I think I want to be a good alignment

Dimers
2016-01-14, 10:59 PM
I'll tell ya, I've heard so many repetitions of the phrase "Have you heard the word of Anubis?" in previous games, I wouldn't even bat an eye if somebody said it to me on the street. Seriously.

No real advice, sorry. Except to say that Osiris comes across as more interested in the welfare of the masses (neutral good) compared to Anubis's doing things properly and maintaining the order of existence (lawful neutral).

CNdruid
2016-01-17, 12:00 AM
I think the idea of them being pretty much a religious trailblazer would suit. Sure lots of unusual and foreign gods and goddesses may be spoken of in the D&D multi-universe, however your character has a specific and very compelling reasons why.

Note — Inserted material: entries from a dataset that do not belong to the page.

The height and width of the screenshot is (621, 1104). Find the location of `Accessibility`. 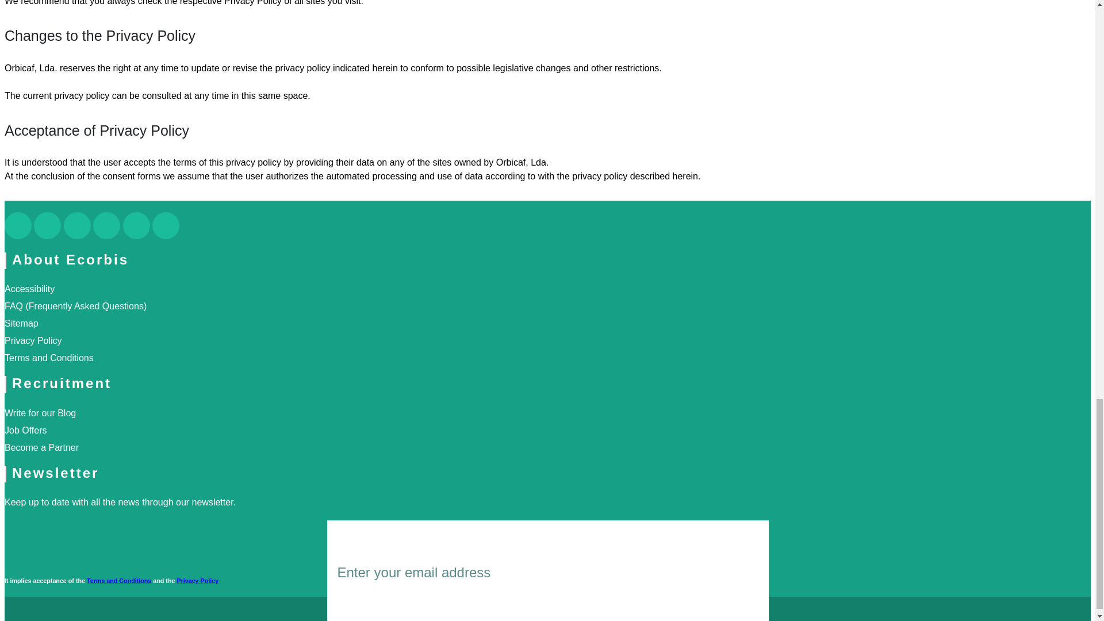

Accessibility is located at coordinates (29, 289).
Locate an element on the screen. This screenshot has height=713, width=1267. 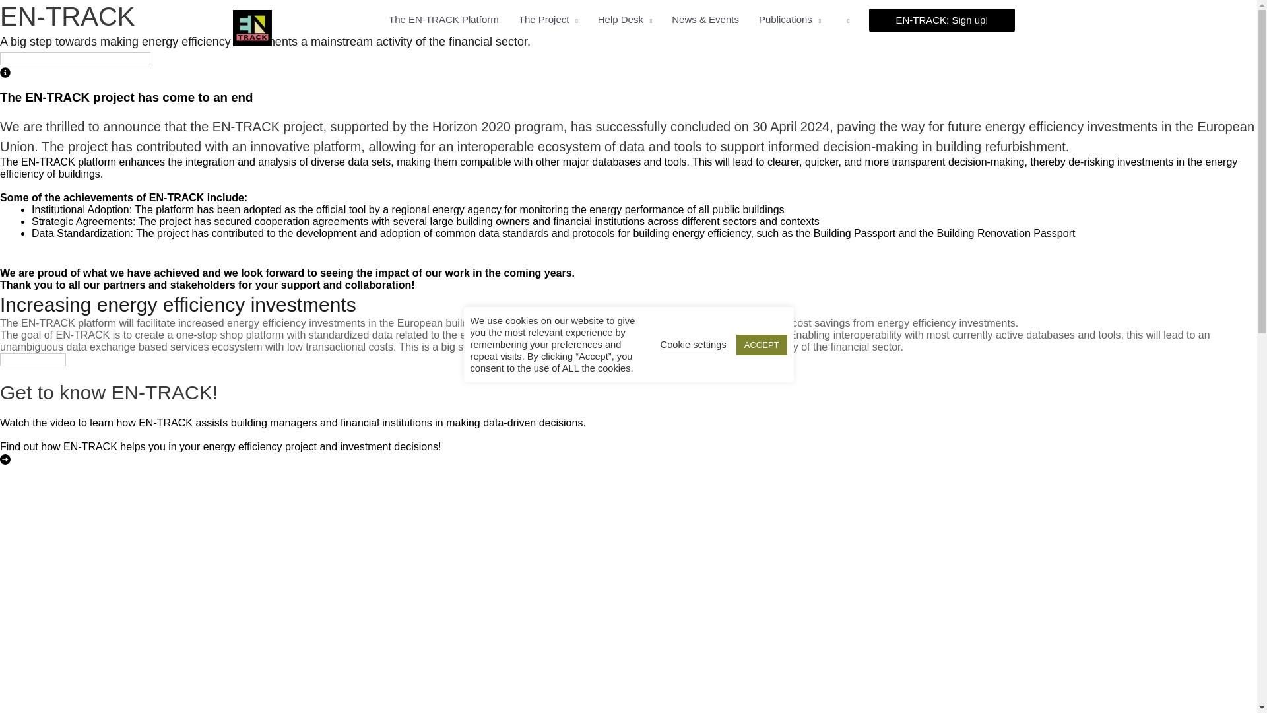
Cookie settings is located at coordinates (693, 344).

Cynicalism may ensue, given schizophrenia would I imagine be rampant in the D&D world given divine powers and more specifically healing magics can be envoked in their name to build a trusting flock. Which is your job I guess?

Logosloki
2016-01-17, 01:35 AM
It depends on what anubis you want. Anubis has a 3.5 counterpart - a LN lesser god whose portfolio was Dead Gods and Domains of Death, Knowledge, Protection and Repose. Anubis in this instance rules over a bleak area of the Astral plane. Stone effigies float in the infinite grey, each representing the corpse of a god. Anubis acts as a librarian, caretaker and guardian. Documenting the corpses, researching their deaths and protecting their bodies from would be looters. He has no symbol or favoured weapon. His few worshippers who aren't worshipping his aspect in the pharonic pantheon usually use broken symbols of those gods who are dead.

Anubis proper is really similar to Wee Jas. Anubis proper is about the laws of magic and the rites of the dead, which are aspects of Wee Jas. Where Wee Jas and Anubis diverge is the Wee Jas' duality between the laws pertaining to love and marriage, and her tacit approval and acknowledgement of both affairs and couples taken by passion.